Akira McCrary’s problem was ensuring environmentally friendly discharge into the San Francisco Bay. McCrary is Manager of Sterile Processing at Santa Clara Valley Medical Center, in San Jose, Cal. His department is responsible for medical and surgical instrumentation for the 450-bed hospital and seven outlying clinics.

The hospital needed to move on environmental issues to comply with stringent EPA guidelines, Santa Clara County and City of San Jose regulations, and of course, those from the State of California.

Team Effort

Valley Medical’s infection control board, safety committee and its purchasing department were actively involved in the hospital’s decision to adopt environmentally friendly cleaners. One green product McCrary and the team settled on was a sterilant from Ecolab. The sterilant discharges less byproduct than the product it replaced and it is available in a small solid brick, similar to dishwasher soap. The previous product the department used only came in liquid form and in 55 gallon drums. The new product’s packaging is the size of a margarine container.

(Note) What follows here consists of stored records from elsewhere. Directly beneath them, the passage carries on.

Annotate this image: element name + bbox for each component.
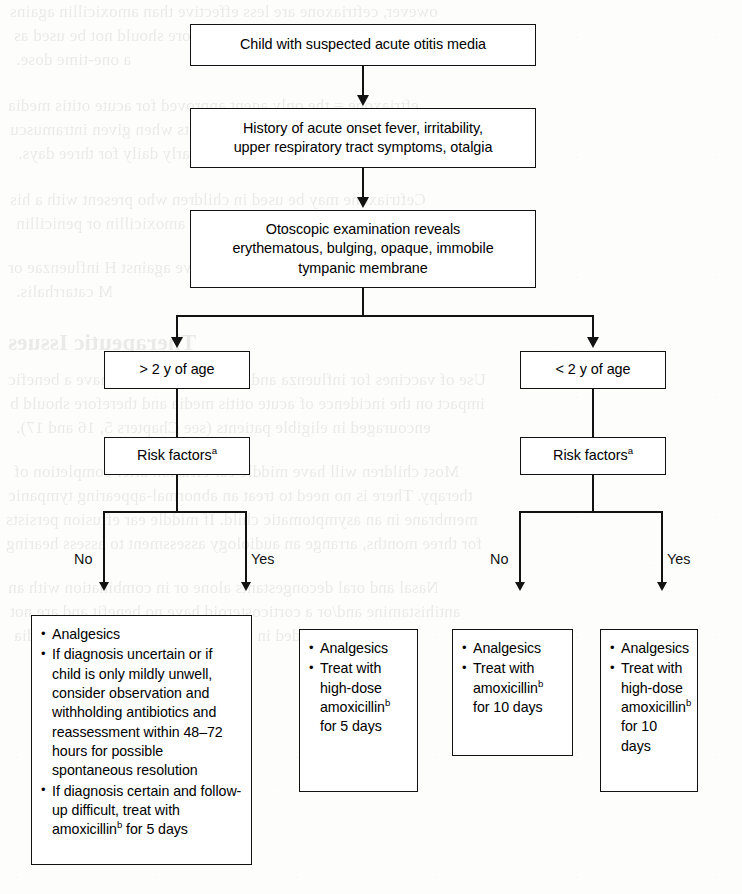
node-age-over-2[interactable]: > 2 y of age [104,351,250,389]
arrowhead-to-history [357,95,369,106]
outcome-box-under2-no-risk[interactable]: AnalgesicsTreat with amoxicillinb for 10… [452,629,573,756]
edge-label-right-no: No [490,552,508,566]
footnote-marker-b: b [385,697,390,708]
footnote-marker-b: b [686,697,691,708]
arrowhead-right-yes [657,582,667,591]
connector-age-split-bus [176,315,594,317]
node-history-line: upper respiratory tract symptoms, otalgi… [234,138,493,157]
outcome-bullet-list: AnalgesicsTreat with amoxicillinb for 10… [462,639,563,717]
outcome-bullet: Treat with high-dose amoxicillinb for 5 … [309,659,408,736]
node-exam-line: Otoscopic examination reveals [232,220,493,239]
node-otoscopic-exam[interactable]: Otoscopic examination reveals erythemato… [190,210,536,288]
outcome-bullet: If diagnosis certain and follow-up diffi… [41,782,242,840]
connector-risk-left-down [176,475,178,512]
node-exam-line: erythematous, bulging, opaque, immobile [232,239,493,258]
connector-risk-left-yes-drop [245,511,247,585]
connector-exam-down [362,288,364,316]
arrowhead-right-no [515,582,525,591]
node-age-under-2[interactable]: < 2 y of age [520,351,666,389]
outcome-bullet: Analgesics [462,639,563,658]
outcome-bullet-list: AnalgesicsTreat with high-dose amoxicill… [610,639,688,756]
connector-risk-right-yes-drop [661,511,663,585]
connector-risk-right-no-drop [519,511,521,585]
connector-risk-right-bus [519,511,663,513]
outcome-box-over2-no-risk[interactable]: AnalgesicsIf diagnosis uncertain or if c… [31,615,252,865]
edge-label-right-yes: Yes [667,552,690,566]
arrowhead-to-exam [357,197,369,208]
arrowhead-left-yes [241,582,251,591]
node-history[interactable]: History of acute onset fever, irritabili… [190,108,536,168]
outcome-bullet: Treat with amoxicillinb for 10 days [462,659,563,717]
arrowhead-left-no [99,582,109,591]
edge-label-left-no: No [74,552,92,566]
footnote-marker-b: b [117,819,122,830]
outcome-bullet-list: AnalgesicsIf diagnosis uncertain or if c… [41,625,242,839]
footnote-marker-a: a [628,446,633,457]
outcome-bullet-list: AnalgesicsTreat with high-dose amoxicill… [309,639,408,737]
connector-risk-left-no-drop [103,511,105,585]
connector-risk-left-bus [103,511,247,513]
node-history-line: History of acute onset fever, irritabili… [234,119,493,138]
arrowhead-to-age-under-2 [587,337,599,348]
outcome-bullet: Analgesics [41,625,242,644]
connector-start-to-history [362,66,364,98]
node-risk-factors-left-label: Risk factorsa [137,446,217,465]
outcome-bullet: Analgesics [610,639,688,658]
node-risk-factors-right[interactable]: Risk factorsa [520,437,666,475]
node-start[interactable]: Child with suspected acute otitis media [190,24,536,66]
node-risk-factors-right-label: Risk factorsa [553,446,633,465]
arrowhead-to-age-over-2 [171,337,183,348]
connector-age-over2-to-risk [176,389,178,437]
node-age-under-2-label: < 2 y of age [555,360,630,379]
connector-risk-right-down [592,475,594,512]
node-risk-factors-left[interactable]: Risk factorsa [104,437,250,475]
node-start-line: Child with suspected acute otitis media [240,35,486,54]
flowchart-canvas: Child with suspected acute otitis media … [0,0,742,894]
node-age-over-2-label: > 2 y of age [139,360,214,379]
outcome-bullet: If diagnosis uncertain or if child is on… [41,645,242,780]
edge-label-left-yes: Yes [251,552,274,566]
outcome-box-under2-yes-risk[interactable]: AnalgesicsTreat with high-dose amoxicill… [600,629,698,792]
connector-history-to-exam [362,168,364,200]
outcome-bullet: Treat with high-dose amoxicillinb for 10… [610,659,688,756]
outcome-box-over2-yes-risk[interactable]: AnalgesicsTreat with high-dose amoxicill… [299,629,418,792]
footnote-marker-a: a [212,446,217,457]
footnote-marker-b: b [538,678,543,689]
node-exam-line: tympanic membrane [232,259,493,278]
connector-age-under2-to-risk [592,389,594,437]
outcome-bullet: Analgesics [309,639,408,658]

“This is California, after all,” said McCrary. “These days you have to be green in everything. Being an avid outdoorsman, I see firsthand the impacts of neglecting the environment. I love to fish – salmon, trout, striped bass – and when I see the level of waterway pollution we have it disgusts me. Rubbish, sediment, contaminants floating at the surface. The Bay is polluted enough from heavy manufacturing; I don’t want to contribute to that sad situation. I can actually have a hand in improving things.”

McCrary says the hospital does discharge solids and liquids and they do so with the environment in mind. Governmental watchdog organizations monitor hospital discharges in liquid and biohazardous waste that is put through the municipal waste system.

“Before, you could see the residual byproduct in the washers and sterilizers, but that’s no longer the case,” McCrary said. “Machines and instruments reflect that the product is working, and we don’t have to use as much. With the liquid product, we’d never use it all up because there was always two inches left in the bottom of the plastic drum liners that we couldn’t easily get to, product that would be shipped off to the landfill.”

And in addition to the environmental benefits of switching to this one greener solution, McCrary also reduced cost by 30 percent, maximized storage space, and reduced occupational health and safety claims because there were no more back injuries from moving the heavy drums.

With results like that, the hospital is reviewing green solutions hospital wide.

“I have colleagues in other hospitals that shy away from green initiatives,” said McCrary. “It’s because they were given bad information in the past by a supplier or even an internal group, and then they went ahead and acted on that info. You can’t just take someone else’s opinions. You need to ask questions, do the research, read the literature and know what your goals are in making a change in order to make a qualified decision for your organization.

“We need to do what we can in looking out for the country and the world, really, and we need to be certain our suppliers offer products and policies to reflect that,” McCrary said.